16. PRIMAL SCREAM - Screamadelica


I note in way of passing that obviously the clutch of releases Creation put out in the fall of 1991 seems to have had a long lasting impact on me over the moons. There was Swervedriver's Raise, I just talked about Slowdive's Just For a Day and now there's this one. There'll be more. And I'm not talking about Teenage Fanclub's Bandwagonesque either.

So this album. Pretty much all the singles had already been released in the heady days of 1990 and maybe the early bits of 1991, so this was actually much more of a compilation than anything else -- in fact, looking at the track listing again, yeah, over half the album had popped up in other contexts well before it came out. It's all pretty nicely sequenced and arranged as a unified piece, though, so that's one reason why the darn thing holds together so well. Not the only one, of course.

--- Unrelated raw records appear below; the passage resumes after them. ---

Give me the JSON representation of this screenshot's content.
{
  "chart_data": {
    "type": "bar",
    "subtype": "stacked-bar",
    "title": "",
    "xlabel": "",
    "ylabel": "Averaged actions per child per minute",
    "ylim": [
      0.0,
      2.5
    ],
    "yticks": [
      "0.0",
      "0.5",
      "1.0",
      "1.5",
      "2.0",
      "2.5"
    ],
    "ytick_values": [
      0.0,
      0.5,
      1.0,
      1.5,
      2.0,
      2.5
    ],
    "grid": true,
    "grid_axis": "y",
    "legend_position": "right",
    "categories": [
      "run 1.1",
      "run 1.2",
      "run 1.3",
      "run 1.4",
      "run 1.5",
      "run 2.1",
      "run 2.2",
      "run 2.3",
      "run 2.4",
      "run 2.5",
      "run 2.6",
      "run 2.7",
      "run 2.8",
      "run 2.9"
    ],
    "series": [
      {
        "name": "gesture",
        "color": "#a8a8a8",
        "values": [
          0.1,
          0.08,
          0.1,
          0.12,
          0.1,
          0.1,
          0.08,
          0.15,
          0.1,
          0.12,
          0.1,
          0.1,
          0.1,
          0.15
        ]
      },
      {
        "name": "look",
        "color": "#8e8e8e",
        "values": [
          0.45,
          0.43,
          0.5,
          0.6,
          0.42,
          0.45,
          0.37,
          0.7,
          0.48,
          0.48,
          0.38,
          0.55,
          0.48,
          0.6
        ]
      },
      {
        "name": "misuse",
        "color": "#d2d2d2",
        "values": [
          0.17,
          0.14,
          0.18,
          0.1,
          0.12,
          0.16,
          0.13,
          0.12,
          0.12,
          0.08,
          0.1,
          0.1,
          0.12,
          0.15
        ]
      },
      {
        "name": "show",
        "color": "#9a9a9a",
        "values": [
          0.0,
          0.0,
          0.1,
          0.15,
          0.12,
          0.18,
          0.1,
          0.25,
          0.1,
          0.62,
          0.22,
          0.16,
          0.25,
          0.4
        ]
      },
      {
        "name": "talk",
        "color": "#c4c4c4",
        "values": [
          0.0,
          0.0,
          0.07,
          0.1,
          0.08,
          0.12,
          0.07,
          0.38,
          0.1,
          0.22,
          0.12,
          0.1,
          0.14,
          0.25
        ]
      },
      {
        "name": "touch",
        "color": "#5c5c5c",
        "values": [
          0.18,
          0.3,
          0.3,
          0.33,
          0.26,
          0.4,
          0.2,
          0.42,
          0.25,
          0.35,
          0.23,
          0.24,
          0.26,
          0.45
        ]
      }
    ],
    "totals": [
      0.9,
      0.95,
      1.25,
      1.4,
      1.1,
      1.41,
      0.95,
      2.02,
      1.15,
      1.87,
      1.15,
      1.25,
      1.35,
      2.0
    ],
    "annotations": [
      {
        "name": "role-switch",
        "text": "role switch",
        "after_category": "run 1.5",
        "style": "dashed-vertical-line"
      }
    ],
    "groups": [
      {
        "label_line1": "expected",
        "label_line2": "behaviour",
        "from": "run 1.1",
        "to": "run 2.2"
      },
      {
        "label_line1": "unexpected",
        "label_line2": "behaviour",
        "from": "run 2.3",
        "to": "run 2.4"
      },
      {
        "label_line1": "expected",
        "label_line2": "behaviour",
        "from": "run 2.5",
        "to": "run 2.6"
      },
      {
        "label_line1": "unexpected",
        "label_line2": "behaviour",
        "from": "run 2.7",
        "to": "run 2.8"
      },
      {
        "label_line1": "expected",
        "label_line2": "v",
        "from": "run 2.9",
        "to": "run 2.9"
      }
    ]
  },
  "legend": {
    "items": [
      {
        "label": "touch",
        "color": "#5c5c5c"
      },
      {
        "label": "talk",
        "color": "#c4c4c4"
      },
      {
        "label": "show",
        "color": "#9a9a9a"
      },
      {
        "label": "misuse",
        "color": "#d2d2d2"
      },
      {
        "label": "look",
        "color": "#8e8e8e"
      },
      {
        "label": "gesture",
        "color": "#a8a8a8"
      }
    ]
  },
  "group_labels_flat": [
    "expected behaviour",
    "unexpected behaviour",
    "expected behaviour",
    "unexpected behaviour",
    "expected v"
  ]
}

There's the music, for instance. Well, duh, may be your answer. But as the jokes about Bobby Gillespie ran at the time, he did have an unfeasibly large record collection, and while at points you almost wish he would have had a broader mind with it, that's where Andrew Weatherall comes in. And quite who exactly to blame or credit the album on is sort of unclear after a point. Given that Jimmy Miller handled two of the songs (specifically the ones that sounded exactly like the Rolling Stones, like "Movin' On Up" and "Damaged," as opposed to generally resembling them after having been fed through a computer) and that the Orb got up to its games with "Higher Than the Sun," and to brilliant effect, sampling Tones on Tail, knowing exactly when to let loose with the clattering drum loop and where to mix in the exultant "whooooooooo-hoooo!" with it, the album isn't totally Mr. Boys' Own's deal. Just mostly.

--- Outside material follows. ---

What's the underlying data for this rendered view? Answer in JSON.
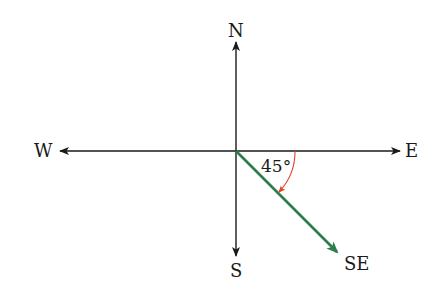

And you can thank Roky Erickson in spirit, since "Slip Inside This House" was covered here, and given a wonderful shuffling beat that's more hip-hop than most realized at the time, albeit shaggier -- the sitars helped immensely as well. No doubt the purists complained, but so? I yawn in their faces. And I like the fact that Gillespie just absented himself entirely from "Don’t Fight It, Feel It," and while Denise Johnson isn't the most distinct of divas, necessarily, she rides Weatherall's crisp, proto-Chemicals beat slam with disco whistles pretty damn well, knowing when to hold back at points and let the noises do their fun work. Actually, nobody really sang at all on "Inner Flight," and it's all very pretty harpischord/flute floatiness for the modern ambient chillout rooms of today whose denizens wished they were smoking hash in 1968. Very sweet.

Gillespie, meanwhile, plagiarizes with glee, gobbles everything up and for one brief semi-moment almost seems like he's saying all music everywhere is equally good. Which it is, of course, but sometimes this is forgotten. So he rehashes Can lyrics on "Movin' on Up," talks about being "stone in love witchoo" on "Damaged," strings together a bunch of song titles on "Come Together" and pretends it’s a big statement, just adds some "aw yeahs" to "Loaded" while Weatherall has fun turning a drum sample from Edie Brickell into something that, unsurprisingly, sounds like it was sampled from a Rolling Stones track. All the post-drug-high tracks appear at the end of the record, and they're all quite tasteful and organic,' and thus an evening's debauchery and enjoyment is complete, I guess. I know I liked it.

The 'real' band is in all this somewhere, but who knows where and who cares? I almost wish it was a bunch of session musicians. Maybe it was. Works for me!